In the world of brewery wastewater, there are more nutrients/pollution/things to remove per gallon of wastewater as compared to typical household wastewater that most treatment plants were designed to treat. So this means they charge extra since there is more work to do at the treatment plant per gallon of water. This extra work primarily shows up in the electric bill. Removing nutrients involves aeration. Aeration is horsepower.
See the list below for examples of monthly surcharge fees for a hypothetical brewer:
The methodology used to calculate these numbers is very different for each town. Some are fairly simple, others are needlessly complex. Some towns have rates that change quarterly, others rarely change their rates. And remember, some towns don’t apply surcharges at all and others want you to dump as much spent yeast, trub, etc. as you can.
These fee examples are current as of Nov 2014*. This is just a small selection of towns, but you can plainly see the importance of giving wastewater its due respect when planning, designing, and locating a brewery. These are monthly fees for a very small brewery, all based on the same gallons, BOD, and TSS.
I want to make this list bigger. Please send me examples or requests and I will gladly add them to this list.
I also want to make it interactive. However after much trialing I have determined it is beyond WordPress’s ability- without giving it away… Correct me if I’m wrong folks. (WordPress is the platform this website is built on)
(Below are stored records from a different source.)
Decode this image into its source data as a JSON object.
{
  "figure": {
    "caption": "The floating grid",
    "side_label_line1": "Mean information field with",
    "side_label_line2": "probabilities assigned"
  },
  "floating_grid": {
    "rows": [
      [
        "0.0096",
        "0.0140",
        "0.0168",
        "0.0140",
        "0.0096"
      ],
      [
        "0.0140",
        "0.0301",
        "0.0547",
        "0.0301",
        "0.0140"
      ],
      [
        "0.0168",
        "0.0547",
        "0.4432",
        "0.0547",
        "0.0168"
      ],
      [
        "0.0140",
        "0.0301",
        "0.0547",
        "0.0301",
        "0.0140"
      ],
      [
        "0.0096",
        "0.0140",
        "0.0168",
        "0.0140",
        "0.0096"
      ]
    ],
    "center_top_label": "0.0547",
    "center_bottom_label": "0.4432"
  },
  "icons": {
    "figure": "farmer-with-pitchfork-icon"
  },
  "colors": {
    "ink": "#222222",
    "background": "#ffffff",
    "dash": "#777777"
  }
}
*The fees for Bend, OR are not current. At this time they are not applying surcharges. What’s shown above is how they used to do it. The City of Bend was never transparent with their methodology and after much wrangling on the part of breweries in town they stopped applying surcharges and actually refunded all of the surcharge money for several years. I think it’s safe to assume they will begin a surcharge program again and it will be much more expensive than it was.